Just Start with Calligraphy & Hand Lettering
The appeal of calligraphy is obvious the first time you see beautiful, flowing script on an envelope or a wedding invitation. The challenge is knowing where to begin. Traditional calligraphy has centuries of history and dozens of scripts, which can feel overwhelming. Modern calligraphy strips that away and focuses on what most beginners actually want: the ability to create beautiful lettering with a pointed pen, a brush pen, or even a simple marker. You do not need years of study. You need the right starting point and a willingness to practice.
Start here
Modern Calligraphy
Molly Suber Thorpe · 192 pages · 2013 · Easy
Themes: pointed pen calligraphy, script lettering, creative projects, supplies guide, modern style
The single best starting point for anyone who wants to learn modern calligraphy. Molly Suber Thorpe breaks down pointed pen script into clear, manageable steps that produce beautiful results even in your first sessions. Named an Amazon Favorite Craft Book in the year it was published, it has been translated into Spanish and Chinese and remains the standard recommendation for beginners years later.
Why Start Here
Most calligraphy books either assume you already know the basics or bury you in historical scripts you are not interested in yet. Thorpe starts where a real beginner starts: with supplies. She walks you through exactly what pens, nibs, inks, and paper to buy, explaining why each choice matters. This alone saves hours of confusion and wasted money.
From there, the book moves into the fundamentals of pointed pen technique. You learn how to hold the pen, how pressure creates thick and thin strokes, and how to form individual letters before connecting them into words. The progression is sensible and patient. Each new skill builds on the last, with over 260 full-color photographs showing exactly what your strokes and letters should look like at each stage.
What sets this book apart from workbooks and practice sheets is that Thorpe teaches you to develop your own style. She shows multiple alphabet variations and explains the principles behind them, so you are not just copying letterforms but understanding how they work. By the end, you have the tools to create your own distinctive script rather than reproducing someone else’s.
The book also includes practical projects: addressing envelopes, creating gift tags, and designing place cards. These give you immediate, useful applications for your new skills, which keeps practice feeling purposeful rather than abstract.
What to Expect
A 192-page guide with extensive color photography that serves as both instruction manual and visual reference. The tone is warm and encouraging without being simplistic. You will need to invest in a few basic supplies (a pen holder, pointed nibs, ink, and smooth paper), but Thorpe’s buying guide makes those decisions straightforward. Most beginners see noticeable improvement within the first week of regular practice. The book works well for self-guided learning, with enough structure to keep you progressing and enough creative freedom to keep you engaged.
Alternatives
Gabri Joy Kirkendall · 144 pages · 2014 · Easy
A collaborative guide from four professional lettering artists that takes a broader, more playful approach than a pure calligraphy manual. If you are drawn to hand lettering in general, not just pointed pen script, this book covers more ground in fewer pages.
Why Start Here
Where Thorpe’s book focuses specifically on pointed pen calligraphy, “Creative Lettering and Beyond” explores the wider world of decorative lettering. The four contributing artists, Gabri Joy Kirkendall, Laura Lavender, Julie Manwaring, and Shauna Lynn Panczyszyn, each bring different specialties: brush lettering, traditional calligraphy, chalk lettering, and illustrated typography. That variety means you get exposure to multiple styles and can discover which direction excites you most.
The book is structured around step-by-step projects rather than drills. You learn letter construction and spacing, but always in the context of making something: a hand-lettered quote, a decorated envelope, a chalkboard sign. This project-based approach works especially well for people who learn better by doing than by practicing isolated strokes.
At 144 pages, it covers a lot of territory without becoming overwhelming. The instructions are clear and the photography is inspiring without being intimidating. It is a book that makes you want to pick up a pen and start experimenting.
What to Expect
A concise, visually rich guide that covers hand lettering fundamentals across multiple styles. The tone is encouraging and creative. You will need basic supplies like brush pens, fine-line markers, and practice paper, all of which are inexpensive and widely available. The book works well as a complement to a more focused calligraphy book, or as a standalone introduction if you want to explore different lettering styles before committing to one discipline. A good choice for visual learners and anyone who wants to start making finished pieces quickly.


§ YOUR INSTRUCTIONS
Leaving out pictures, output exactly the lines below from the one that has "Image is 868x467 pixels." through the one that has "Image is 644x321 pixels.", and nothing else.
(INFORMATION)
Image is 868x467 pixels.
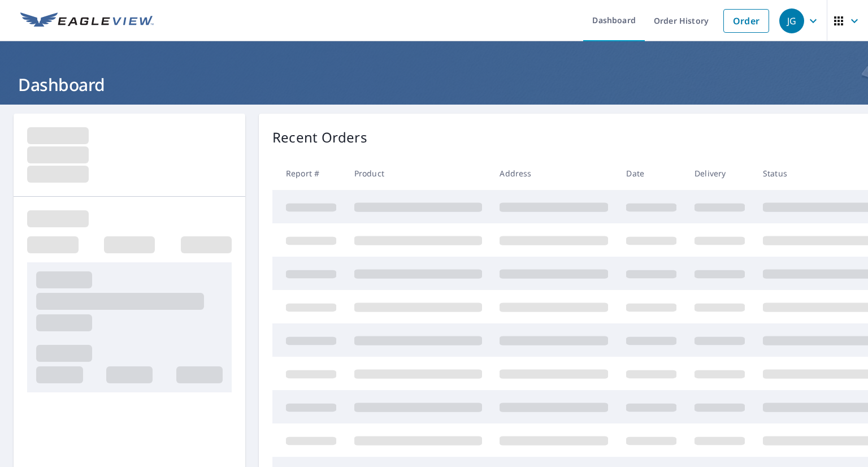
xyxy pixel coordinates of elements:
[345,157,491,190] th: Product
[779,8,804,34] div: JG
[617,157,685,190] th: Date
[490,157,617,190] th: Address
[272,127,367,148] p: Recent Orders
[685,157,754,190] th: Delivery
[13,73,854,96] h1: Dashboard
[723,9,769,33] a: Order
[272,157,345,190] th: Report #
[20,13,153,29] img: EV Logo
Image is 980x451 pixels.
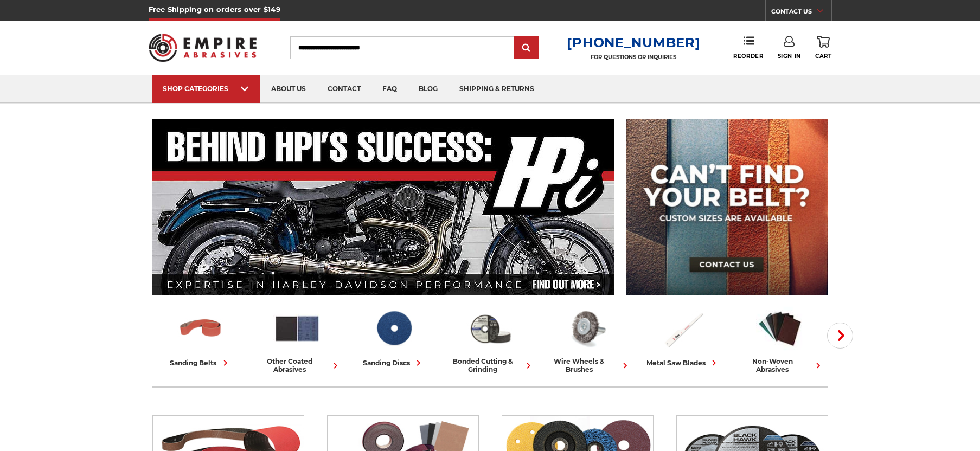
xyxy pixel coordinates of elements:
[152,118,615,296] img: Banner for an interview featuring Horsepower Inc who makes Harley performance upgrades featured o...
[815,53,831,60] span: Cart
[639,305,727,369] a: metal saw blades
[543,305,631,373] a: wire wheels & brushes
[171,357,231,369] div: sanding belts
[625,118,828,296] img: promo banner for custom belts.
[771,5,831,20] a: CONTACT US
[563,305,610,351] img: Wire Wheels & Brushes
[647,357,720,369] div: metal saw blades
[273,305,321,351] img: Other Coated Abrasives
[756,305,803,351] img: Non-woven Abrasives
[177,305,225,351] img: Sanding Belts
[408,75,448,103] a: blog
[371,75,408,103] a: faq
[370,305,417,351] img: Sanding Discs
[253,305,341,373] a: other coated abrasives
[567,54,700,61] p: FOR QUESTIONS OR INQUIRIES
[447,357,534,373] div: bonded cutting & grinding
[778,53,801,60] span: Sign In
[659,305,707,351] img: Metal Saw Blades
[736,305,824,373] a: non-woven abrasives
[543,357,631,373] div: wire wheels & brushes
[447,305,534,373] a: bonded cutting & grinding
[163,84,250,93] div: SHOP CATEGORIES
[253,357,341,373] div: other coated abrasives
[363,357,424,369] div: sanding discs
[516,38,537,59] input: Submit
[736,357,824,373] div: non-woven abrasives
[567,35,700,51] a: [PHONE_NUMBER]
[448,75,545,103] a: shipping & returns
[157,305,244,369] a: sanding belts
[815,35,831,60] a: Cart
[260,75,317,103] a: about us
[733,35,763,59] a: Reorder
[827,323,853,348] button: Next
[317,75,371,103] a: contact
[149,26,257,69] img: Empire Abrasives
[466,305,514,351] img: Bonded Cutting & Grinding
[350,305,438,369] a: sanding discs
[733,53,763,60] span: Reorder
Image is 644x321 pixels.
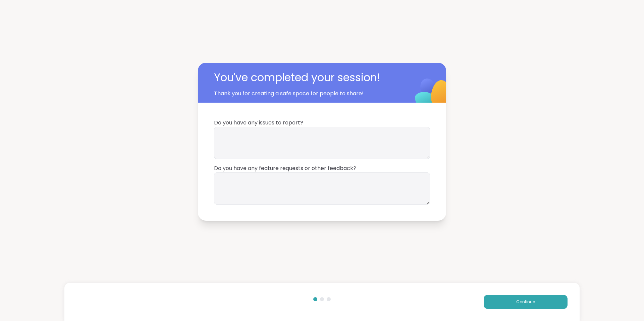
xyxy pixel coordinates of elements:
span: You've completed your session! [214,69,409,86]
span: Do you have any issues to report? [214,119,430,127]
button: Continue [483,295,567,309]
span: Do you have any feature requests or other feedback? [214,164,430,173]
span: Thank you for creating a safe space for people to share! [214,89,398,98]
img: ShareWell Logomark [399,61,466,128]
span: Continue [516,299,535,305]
(End INFORMATION)
(INFORMATION)
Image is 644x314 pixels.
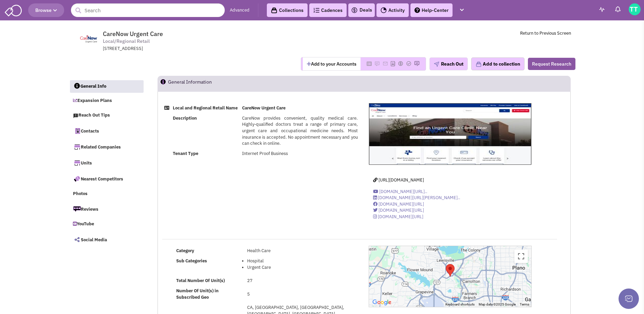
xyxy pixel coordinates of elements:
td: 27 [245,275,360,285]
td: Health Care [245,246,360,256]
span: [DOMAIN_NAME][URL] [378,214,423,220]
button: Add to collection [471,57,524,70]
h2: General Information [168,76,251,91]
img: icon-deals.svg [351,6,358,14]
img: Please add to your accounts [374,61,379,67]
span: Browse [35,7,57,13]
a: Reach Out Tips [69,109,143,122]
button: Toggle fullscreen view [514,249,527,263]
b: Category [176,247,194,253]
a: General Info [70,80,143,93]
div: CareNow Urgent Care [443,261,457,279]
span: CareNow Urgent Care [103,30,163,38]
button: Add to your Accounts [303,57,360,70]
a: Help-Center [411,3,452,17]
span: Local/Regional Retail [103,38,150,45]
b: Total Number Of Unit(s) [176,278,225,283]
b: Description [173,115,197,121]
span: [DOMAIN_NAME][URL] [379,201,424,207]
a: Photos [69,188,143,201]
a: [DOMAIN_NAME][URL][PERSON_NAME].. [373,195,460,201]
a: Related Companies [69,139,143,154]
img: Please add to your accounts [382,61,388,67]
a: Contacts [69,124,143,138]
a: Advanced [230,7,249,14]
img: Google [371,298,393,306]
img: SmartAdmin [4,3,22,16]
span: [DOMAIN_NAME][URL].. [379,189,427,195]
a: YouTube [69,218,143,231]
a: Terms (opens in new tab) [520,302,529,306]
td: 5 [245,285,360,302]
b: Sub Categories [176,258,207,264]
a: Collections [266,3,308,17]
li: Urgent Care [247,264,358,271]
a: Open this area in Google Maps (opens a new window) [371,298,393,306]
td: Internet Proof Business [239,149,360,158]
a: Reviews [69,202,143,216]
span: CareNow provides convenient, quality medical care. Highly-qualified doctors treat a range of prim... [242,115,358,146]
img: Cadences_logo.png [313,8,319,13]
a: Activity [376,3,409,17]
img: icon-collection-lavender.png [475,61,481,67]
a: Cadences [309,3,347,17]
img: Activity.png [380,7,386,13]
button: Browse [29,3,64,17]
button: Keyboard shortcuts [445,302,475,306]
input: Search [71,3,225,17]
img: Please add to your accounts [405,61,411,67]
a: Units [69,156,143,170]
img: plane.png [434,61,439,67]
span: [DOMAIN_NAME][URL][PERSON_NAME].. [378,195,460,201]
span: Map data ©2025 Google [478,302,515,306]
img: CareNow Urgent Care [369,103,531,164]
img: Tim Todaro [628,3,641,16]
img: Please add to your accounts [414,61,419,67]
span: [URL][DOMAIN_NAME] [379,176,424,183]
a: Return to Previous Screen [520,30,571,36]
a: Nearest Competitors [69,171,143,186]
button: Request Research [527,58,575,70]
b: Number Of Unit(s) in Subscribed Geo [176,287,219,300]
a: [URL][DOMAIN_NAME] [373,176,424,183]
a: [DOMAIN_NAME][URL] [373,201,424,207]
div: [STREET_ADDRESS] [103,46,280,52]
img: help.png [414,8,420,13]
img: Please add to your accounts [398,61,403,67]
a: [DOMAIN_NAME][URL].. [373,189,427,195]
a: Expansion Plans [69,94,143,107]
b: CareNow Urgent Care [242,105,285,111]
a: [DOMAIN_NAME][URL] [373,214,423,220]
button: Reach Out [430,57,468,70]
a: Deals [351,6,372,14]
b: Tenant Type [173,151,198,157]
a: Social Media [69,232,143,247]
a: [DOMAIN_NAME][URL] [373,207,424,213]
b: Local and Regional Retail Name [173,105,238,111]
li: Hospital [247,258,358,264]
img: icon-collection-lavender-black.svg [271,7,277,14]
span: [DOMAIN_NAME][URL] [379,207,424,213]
(End INFORMATION)
(INFORMATION)
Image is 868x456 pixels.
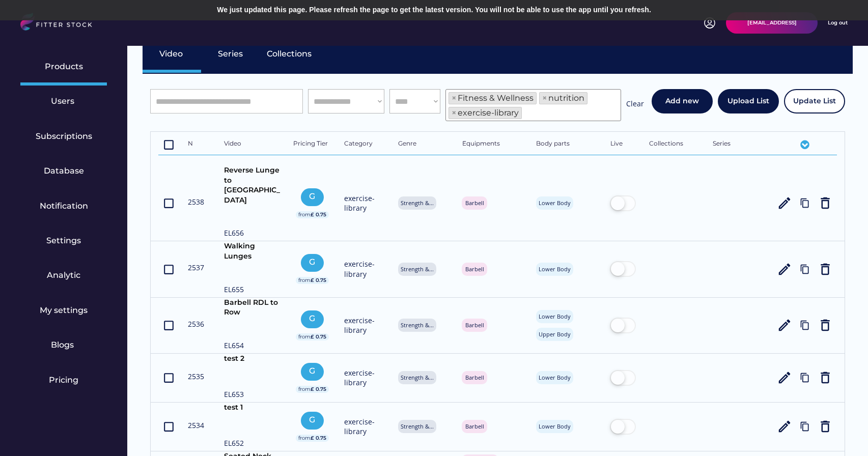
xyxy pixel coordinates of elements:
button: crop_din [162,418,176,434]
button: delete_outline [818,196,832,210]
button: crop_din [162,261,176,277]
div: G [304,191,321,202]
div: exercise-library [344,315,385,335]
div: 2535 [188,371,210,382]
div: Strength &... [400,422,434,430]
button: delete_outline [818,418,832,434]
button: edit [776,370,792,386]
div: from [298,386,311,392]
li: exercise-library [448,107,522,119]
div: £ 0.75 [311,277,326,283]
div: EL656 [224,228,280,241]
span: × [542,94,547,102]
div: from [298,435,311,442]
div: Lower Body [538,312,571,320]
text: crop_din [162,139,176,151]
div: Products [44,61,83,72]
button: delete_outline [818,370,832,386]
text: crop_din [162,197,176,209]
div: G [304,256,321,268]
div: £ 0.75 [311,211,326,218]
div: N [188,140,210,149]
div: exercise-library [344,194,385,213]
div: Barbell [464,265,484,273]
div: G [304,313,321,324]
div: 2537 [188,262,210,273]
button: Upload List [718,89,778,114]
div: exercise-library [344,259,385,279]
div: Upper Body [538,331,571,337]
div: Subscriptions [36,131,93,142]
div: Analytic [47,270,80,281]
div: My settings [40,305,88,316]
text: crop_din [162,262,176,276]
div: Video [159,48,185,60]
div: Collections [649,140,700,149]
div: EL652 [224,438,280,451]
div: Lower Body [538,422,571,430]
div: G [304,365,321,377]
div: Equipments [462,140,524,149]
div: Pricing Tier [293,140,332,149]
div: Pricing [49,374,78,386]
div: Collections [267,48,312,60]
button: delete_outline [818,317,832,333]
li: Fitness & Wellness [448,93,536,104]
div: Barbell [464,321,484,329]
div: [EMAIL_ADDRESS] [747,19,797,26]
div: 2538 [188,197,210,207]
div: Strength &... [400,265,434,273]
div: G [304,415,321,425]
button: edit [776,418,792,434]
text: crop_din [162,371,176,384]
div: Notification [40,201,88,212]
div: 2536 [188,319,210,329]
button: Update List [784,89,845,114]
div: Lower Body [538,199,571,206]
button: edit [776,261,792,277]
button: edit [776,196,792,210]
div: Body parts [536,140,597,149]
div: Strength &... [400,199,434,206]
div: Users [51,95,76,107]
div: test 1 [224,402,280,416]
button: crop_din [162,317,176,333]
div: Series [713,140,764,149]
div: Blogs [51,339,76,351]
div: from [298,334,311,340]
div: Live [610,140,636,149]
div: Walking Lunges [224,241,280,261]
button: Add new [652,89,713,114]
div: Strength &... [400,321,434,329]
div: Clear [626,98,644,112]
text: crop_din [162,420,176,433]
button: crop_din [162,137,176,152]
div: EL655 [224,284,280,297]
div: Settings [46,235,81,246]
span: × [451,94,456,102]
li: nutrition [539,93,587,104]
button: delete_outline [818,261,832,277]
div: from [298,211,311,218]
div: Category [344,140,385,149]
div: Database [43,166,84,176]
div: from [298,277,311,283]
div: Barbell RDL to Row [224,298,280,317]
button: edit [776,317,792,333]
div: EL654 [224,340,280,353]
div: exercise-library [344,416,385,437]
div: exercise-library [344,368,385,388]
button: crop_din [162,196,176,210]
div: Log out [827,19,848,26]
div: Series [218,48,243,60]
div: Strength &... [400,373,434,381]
(End INFORMATION)
§ SOLUTION BELOW
Image is 868x467 pixels.
xyxy pixel coordinates of elements:
[345,157,491,190] th: Product
[779,8,804,34] div: JG
[617,157,685,190] th: Date
[490,157,617,190] th: Address
[272,127,367,148] p: Recent Orders
[685,157,754,190] th: Delivery
[13,73,854,96] h1: Dashboard
[723,9,769,33] a: Order
[272,157,345,190] th: Report #
[20,13,153,29] img: EV Logo
Image is 980x451 pixels.
xyxy pixel coordinates of elements:
[152,118,615,296] img: Banner for an interview featuring Horsepower Inc who makes Harley performance upgrades featured o...
[815,53,831,60] span: Cart
[639,305,727,369] a: metal saw blades
[543,305,631,373] a: wire wheels & brushes
[171,357,231,369] div: sanding belts
[625,118,828,296] img: promo banner for custom belts.
[771,5,831,20] a: CONTACT US
[563,305,610,351] img: Wire Wheels & Brushes
[647,357,720,369] div: metal saw blades
[273,305,321,351] img: Other Coated Abrasives
[756,305,803,351] img: Non-woven Abrasives
[177,305,225,351] img: Sanding Belts
[408,75,448,103] a: blog
[371,75,408,103] a: faq
[370,305,417,351] img: Sanding Discs
[253,305,341,373] a: other coated abrasives
[567,54,700,61] p: FOR QUESTIONS OR INQUIRIES
[447,357,534,373] div: bonded cutting & grinding
[778,53,801,60] span: Sign In
[659,305,707,351] img: Metal Saw Blades
[736,305,824,373] a: non-woven abrasives
[543,357,631,373] div: wire wheels & brushes
[447,305,534,373] a: bonded cutting & grinding
[163,84,250,93] div: SHOP CATEGORIES
[253,357,341,373] div: other coated abrasives
[363,357,424,369] div: sanding discs
[516,38,537,59] input: Submit
[736,357,824,373] div: non-woven abrasives
[567,35,700,51] a: [PHONE_NUMBER]
[448,75,545,103] a: shipping & returns
[157,305,244,369] a: sanding belts
[815,35,831,60] a: Cart
[260,75,317,103] a: about us
[733,35,763,59] a: Reorder
[827,323,853,348] button: Next
[317,75,371,103] a: contact
[149,26,257,69] img: Empire Abrasives
[466,305,514,351] img: Bonded Cutting & Grinding
[350,305,438,369] a: sanding discs
[733,53,763,60] span: Reorder
Image is 644x321 pixels.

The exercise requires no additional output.